Seven sequences of stirring mobility.
Between driver and destination burrows transmutation. The road spreads and the governing need is not to arrive, but to go. What better odyssey of thought then a speeding sojourn into darkness? You may burn (may you burn), you may soar (may you soar).
Road sign credits overlay the dark winding artery. The tremulous camera adds an unease heightened when the bus driver turns and stares. His was our initiatory point of view… and now his eyes are not on the road.
Jack Cardiff’s The Girl on a Motorcycle has us zipping along the interstate in half-steady, half-cocked woozy acceleration.
The opening sequence to Alex Cox’s Repo Man is perfect punk pixelation – a distillation of a bitmapped nation. With Iggy Pop’s ripping fucksweat beat and the stringent static map motion, everything about the credit sequence moves, not unlike classic punk poster art. We throb into the blipping bullseye: a space that is nothing less than the beginning.
The title sequence for Oliver Stone’s Natural Born Killers features, among other things, the madness of Patti Smith’s “Roll N Roll Nigger” and a backseat point of view that seemingly takes its cue from brash noir Gun Crazy.
Plunging the dark horizontal depths of possible collision/possible arrival, David Lynch and title sequence designer Jay Johnson perhaps borrow from Jack Cardiff’s The Girl on a Motorcycle, and Monte Hellman’s Two-Lane Blacktop for the speed-dream start to Lost Highway. The variable velocity puts you ill at ease while the atmospheric thrust of David Bowie and Brian Eno’s track, “I’m Deranged,” imbues the cryptic mix.

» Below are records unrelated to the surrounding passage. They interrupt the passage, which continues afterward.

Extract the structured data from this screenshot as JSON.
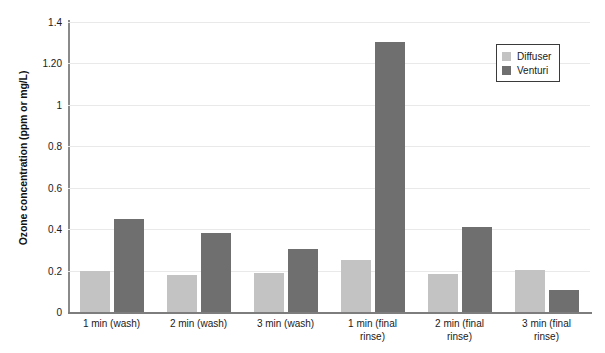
{
  "chart_data": {
    "type": "bar",
    "title": "",
    "xlabel": "",
    "ylabel": "Ozone concentration (ppm or mg/L)",
    "ylim": [
      0,
      1.4
    ],
    "ytick_labels": [
      "1.4",
      "1.20",
      "1",
      "0.8",
      "0.6",
      "0.4",
      "0.2",
      "0"
    ],
    "ytick_values": [
      1.4,
      1.2,
      1.0,
      0.8,
      0.6,
      0.4,
      0.2,
      0
    ],
    "grid": true,
    "legend_position": "top-right",
    "categories": [
      "1 min (wash)",
      "2 min (wash)",
      "3 min (wash)",
      "1 min (final rinse)",
      "2 min (final rinse)",
      "3 min (final rinse)"
    ],
    "category_lines": [
      [
        "1 min (wash)"
      ],
      [
        "2 min (wash)"
      ],
      [
        "3 min (wash)"
      ],
      [
        "1 min (final",
        "rinse)"
      ],
      [
        "2 min (final",
        "rinse)"
      ],
      [
        "3 min (final",
        "rinse)"
      ]
    ],
    "series": [
      {
        "name": "Diffuser",
        "color": "#c3c3c3",
        "values": [
          0.2,
          0.18,
          0.19,
          0.25,
          0.185,
          0.205
        ]
      },
      {
        "name": "Venturi",
        "color": "#6f6f6f",
        "values": [
          0.45,
          0.38,
          0.305,
          1.305,
          0.41,
          0.105
        ]
      }
    ]
  },
  "legend": {
    "entries": [
      {
        "label": "Diffuser",
        "color": "#c3c3c3"
      },
      {
        "label": "Venturi",
        "color": "#6f6f6f"
      }
    ]
  }
}
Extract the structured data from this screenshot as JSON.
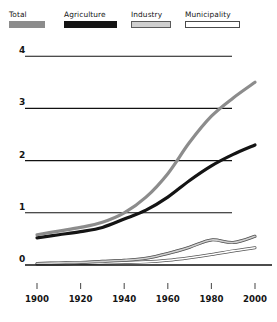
{
  "legend": {
    "items": [
      {
        "label": "Total",
        "swatch": "gray-filled-swatch",
        "color": "#8c8c8c"
      },
      {
        "label": "Agriculture",
        "swatch": "black-filled-swatch",
        "color": "#141414"
      },
      {
        "label": "Industry",
        "swatch": "light-gray-filled-swatch",
        "color": "#cfcfcf"
      },
      {
        "label": "Municipality",
        "swatch": "white-outlined-swatch",
        "color": "#ffffff"
      }
    ]
  },
  "axes": {
    "y_ticks": [
      "0",
      "1",
      "2",
      "3",
      "4"
    ],
    "x_ticks": [
      "1900",
      "1920",
      "1940",
      "1960",
      "1980",
      "2000"
    ]
  },
  "chart_data": {
    "type": "line",
    "title": "",
    "subtitle": "",
    "xlabel": "",
    "ylabel": "",
    "xlim": [
      1900,
      2000
    ],
    "ylim": [
      0,
      4
    ],
    "grid": true,
    "legend_position": "top",
    "x": [
      1900,
      1910,
      1920,
      1930,
      1940,
      1950,
      1960,
      1970,
      1980,
      1990,
      2000
    ],
    "series": [
      {
        "name": "Total",
        "color": "#8c8c8c",
        "values": [
          0.58,
          0.65,
          0.72,
          0.82,
          1.0,
          1.3,
          1.75,
          2.35,
          2.85,
          3.2,
          3.5
        ]
      },
      {
        "name": "Agriculture",
        "color": "#141414",
        "values": [
          0.52,
          0.58,
          0.64,
          0.72,
          0.88,
          1.05,
          1.3,
          1.62,
          1.9,
          2.12,
          2.3
        ]
      },
      {
        "name": "Industry",
        "color": "#cfcfcf",
        "values": [
          0.03,
          0.04,
          0.05,
          0.07,
          0.09,
          0.13,
          0.22,
          0.34,
          0.48,
          0.43,
          0.55
        ]
      },
      {
        "name": "Municipality",
        "color": "#ffffff",
        "values": [
          0.02,
          0.02,
          0.03,
          0.04,
          0.05,
          0.06,
          0.09,
          0.14,
          0.2,
          0.27,
          0.33
        ]
      }
    ]
  }
}
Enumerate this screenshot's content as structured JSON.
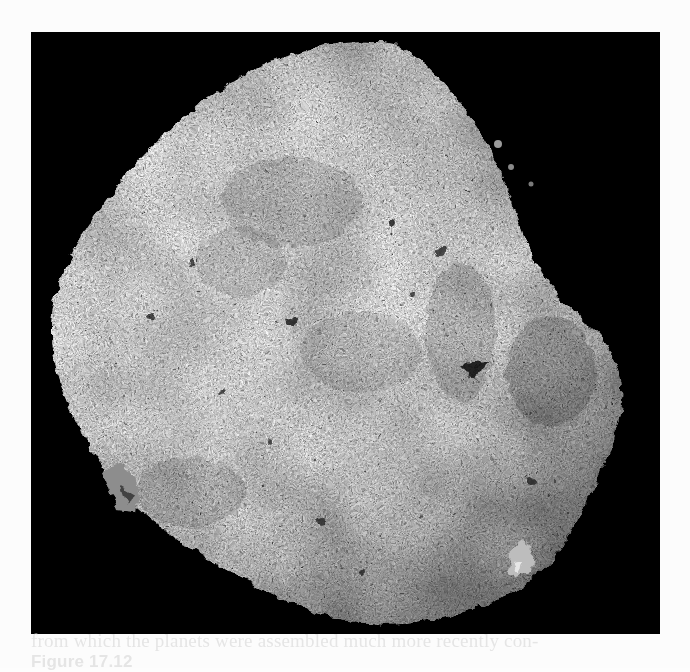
{
  "figure": {
    "background_color": "#000000",
    "surface_color": "#8a8a8a",
    "highlight_color": "#d8d8d8"
  },
  "bleed_through": {
    "line1": "from which the planets were assembled much more recently con-",
    "line2_label": "Figure 17.12",
    "line2_rest": ""
  }
}
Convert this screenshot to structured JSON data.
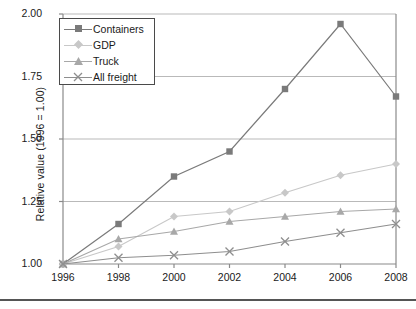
{
  "chart_data": {
    "type": "line",
    "title": "",
    "subtitle": "",
    "xlabel": "",
    "ylabel": "Relative value (1996 = 1.00)",
    "x": [
      1996,
      1998,
      2000,
      2002,
      2004,
      2006,
      2008
    ],
    "xtick_labels": [
      "1996",
      "1998",
      "2000",
      "2002",
      "2004",
      "2006",
      "2008"
    ],
    "ytick_labels": [
      "1.00",
      "1.25",
      "1.50",
      "1.75",
      "2.00"
    ],
    "yticks": [
      1.0,
      1.25,
      1.5,
      1.75,
      2.0
    ],
    "ylim": [
      1.0,
      2.0
    ],
    "xlim": [
      1996,
      2008
    ],
    "grid": "horizontal",
    "legend_position": "top-left",
    "series": [
      {
        "name": "Containers",
        "marker": "square",
        "color": "#7a7a7a",
        "values": [
          1.0,
          1.16,
          1.35,
          1.45,
          1.7,
          1.96,
          1.67
        ]
      },
      {
        "name": "GDP",
        "marker": "diamond",
        "color": "#c8c8c8",
        "values": [
          1.0,
          1.07,
          1.19,
          1.21,
          1.285,
          1.355,
          1.4
        ]
      },
      {
        "name": "Truck",
        "marker": "triangle",
        "color": "#a8a8a8",
        "values": [
          1.0,
          1.1,
          1.13,
          1.17,
          1.19,
          1.21,
          1.22
        ]
      },
      {
        "name": "All freight",
        "marker": "cross",
        "color": "#8e8e8e",
        "values": [
          1.0,
          1.025,
          1.035,
          1.05,
          1.09,
          1.125,
          1.16
        ]
      }
    ]
  },
  "legend": {
    "items": [
      {
        "label": "Containers"
      },
      {
        "label": "GDP"
      },
      {
        "label": "Truck"
      },
      {
        "label": "All freight"
      }
    ]
  }
}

Art of the Title is willing to bet Oliver Stone had one hell of a shot list for the opening credit sequence that features a nicely delineated aesthetic for every episodic bend of this very long drive. The gradual matting of Sean Penn’s hair tells the story. A scratch type “crossroads crucifix” is added to the director credit. Drugs and vultures follow. Exacting inserts detail the small truths of time and place.
The crooked black melodrama, the kind that David Lynch traffics in exclusively and without peer, is set within the weird, sinking delirium of Angelo Badalamenti’s score. The distance between our hovering eye and the shadowy, almost woozy conveyance coddles the curiosity.